Most intuition checks in epistemology involve made-up cases rather than found cases. The lottery cases may be an exception, but I think we should have a few more. Here’s my current favourite.
Consider Hamlet as he stands at “the end of Act I”:http://the-tech.mit.edu/Shakespeare/hamlet/hamlet.1.5.html. Does he know, or if you like _know_, that his uncle murdered his father? Let’s review the case for and against.
On the pro side, he has testimonial evidence, and the provider of the testimony presumably has first-hand evidence of the murderous act. So there’s a causal chain from the act leading to Hamlet. And that should usually do.
On the other hand, and it’s a big other hand, it’s a ghost. This is not the standard kind of testimony we’re talking about.
There are a couple of textual points that seem relevant. Hamlet seems at least a little familiar with ghosts, which might matter if one thinks, for instance, that internal justification of the evidence matters. On the other hand, it isn’t really made clear in the text just _how_ the King knows how he was murdered. As he says,
bq. Thus was I, sleeping, by a brother’s hand
Of life, of crown, of queen, at once dispatch’d:
So maybe the causal chain here doesn’t stretch straight back to the actual killing, but to when (in the afterlife?) the King found out about his method of murder. So it’s all a bit messy.
And if one is a two-dimensionalist about justification it will turn out that Hamlet clearly does not have a justified belief, because lectures from ghosts are not _actually_ a reliable source of evidence.

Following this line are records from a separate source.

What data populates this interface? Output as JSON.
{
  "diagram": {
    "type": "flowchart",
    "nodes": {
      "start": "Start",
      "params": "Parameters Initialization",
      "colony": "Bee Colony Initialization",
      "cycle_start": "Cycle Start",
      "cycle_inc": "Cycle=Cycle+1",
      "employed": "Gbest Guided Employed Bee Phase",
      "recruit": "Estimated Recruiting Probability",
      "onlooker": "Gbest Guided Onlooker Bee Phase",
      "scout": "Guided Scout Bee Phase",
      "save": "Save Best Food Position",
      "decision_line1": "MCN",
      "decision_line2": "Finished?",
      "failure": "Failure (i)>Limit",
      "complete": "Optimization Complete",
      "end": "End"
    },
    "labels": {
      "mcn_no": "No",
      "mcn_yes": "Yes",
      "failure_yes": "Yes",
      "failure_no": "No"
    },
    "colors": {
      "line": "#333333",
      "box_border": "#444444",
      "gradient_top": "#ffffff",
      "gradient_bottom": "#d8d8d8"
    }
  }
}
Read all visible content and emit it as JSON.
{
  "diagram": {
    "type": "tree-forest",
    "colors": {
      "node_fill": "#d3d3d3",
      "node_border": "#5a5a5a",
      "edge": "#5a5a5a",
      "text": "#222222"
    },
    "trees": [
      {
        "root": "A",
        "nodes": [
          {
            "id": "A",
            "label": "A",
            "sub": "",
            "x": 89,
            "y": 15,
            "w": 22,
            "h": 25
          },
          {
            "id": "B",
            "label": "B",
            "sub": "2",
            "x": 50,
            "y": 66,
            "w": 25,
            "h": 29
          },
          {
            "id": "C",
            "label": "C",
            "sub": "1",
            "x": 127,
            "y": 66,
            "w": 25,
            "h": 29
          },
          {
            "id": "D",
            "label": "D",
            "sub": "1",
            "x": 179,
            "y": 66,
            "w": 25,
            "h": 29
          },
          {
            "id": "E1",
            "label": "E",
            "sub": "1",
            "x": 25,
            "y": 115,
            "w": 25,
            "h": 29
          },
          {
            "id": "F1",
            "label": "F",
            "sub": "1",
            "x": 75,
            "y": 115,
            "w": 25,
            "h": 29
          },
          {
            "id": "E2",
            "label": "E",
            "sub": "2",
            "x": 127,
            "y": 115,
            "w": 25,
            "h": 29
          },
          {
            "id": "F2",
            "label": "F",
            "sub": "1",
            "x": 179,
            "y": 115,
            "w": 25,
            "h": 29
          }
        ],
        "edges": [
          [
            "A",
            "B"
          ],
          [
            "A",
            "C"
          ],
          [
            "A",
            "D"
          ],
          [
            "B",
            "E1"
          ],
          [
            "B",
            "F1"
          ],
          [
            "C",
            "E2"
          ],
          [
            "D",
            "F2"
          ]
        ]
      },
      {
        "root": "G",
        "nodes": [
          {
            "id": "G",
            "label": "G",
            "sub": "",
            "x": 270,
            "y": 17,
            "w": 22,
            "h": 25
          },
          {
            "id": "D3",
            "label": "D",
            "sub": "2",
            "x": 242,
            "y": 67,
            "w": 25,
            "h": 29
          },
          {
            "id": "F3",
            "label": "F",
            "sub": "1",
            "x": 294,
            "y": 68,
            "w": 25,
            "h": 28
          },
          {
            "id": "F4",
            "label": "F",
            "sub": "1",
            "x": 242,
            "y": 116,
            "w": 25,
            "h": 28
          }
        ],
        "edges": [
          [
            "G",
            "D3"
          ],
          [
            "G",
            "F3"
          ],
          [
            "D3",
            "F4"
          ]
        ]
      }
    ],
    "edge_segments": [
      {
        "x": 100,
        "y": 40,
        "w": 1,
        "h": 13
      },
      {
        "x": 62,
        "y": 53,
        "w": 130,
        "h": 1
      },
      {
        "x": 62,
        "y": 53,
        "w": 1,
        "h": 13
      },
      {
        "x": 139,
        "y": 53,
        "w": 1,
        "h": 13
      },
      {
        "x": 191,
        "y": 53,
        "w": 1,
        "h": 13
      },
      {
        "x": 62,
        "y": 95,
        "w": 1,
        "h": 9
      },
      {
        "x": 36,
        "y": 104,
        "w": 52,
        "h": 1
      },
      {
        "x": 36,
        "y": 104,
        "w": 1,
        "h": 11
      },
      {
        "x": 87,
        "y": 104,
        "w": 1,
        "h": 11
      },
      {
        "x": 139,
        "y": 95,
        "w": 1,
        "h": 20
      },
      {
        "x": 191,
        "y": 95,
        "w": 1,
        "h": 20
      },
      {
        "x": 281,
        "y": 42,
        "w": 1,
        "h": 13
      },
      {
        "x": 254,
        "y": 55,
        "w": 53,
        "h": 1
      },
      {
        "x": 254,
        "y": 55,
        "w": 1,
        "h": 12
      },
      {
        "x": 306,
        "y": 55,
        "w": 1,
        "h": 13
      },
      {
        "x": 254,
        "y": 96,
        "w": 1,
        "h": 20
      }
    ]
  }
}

There’s a Williamsonian point coming behind all this. Possibly it’s a little hard to say whether Hamlet knows at the end of Act I whether his uncle murdered his father. Perhaps he does, perhaps he doesn’t. But the question of whether he does or not is not a distinctively philosophical question, nor even a distinctively _conceptual_ question. We’re just asking what the state of play is at that stage of the story. It’s just the same kind of question as if we ask whether Laertes knows at the end of act IV that Hamlet killed _his_ father. (Yes, I think, though I can sort of imagine an argument to the contrary, what with Claudius having a vested interest in having Laertes come to believe it was Hamlet.) There’s no _generalised_ ground for scepticism about the judgement about Hamlet that doesn’t extend to scepticism about the judgement about Laertes. And that seems preposterous – very often we know exactly what characters in plays do and don’t know. Someone who wants to argue that we _could not_ know, or even have justified beliefs about, whether Hamlet knows how his father died at the end of Act I has to appeal, in some way or other, to facts particular to the case. That’s not a lesson I’ve always followed in the past, and it undermines some of my pro-JTB arguments.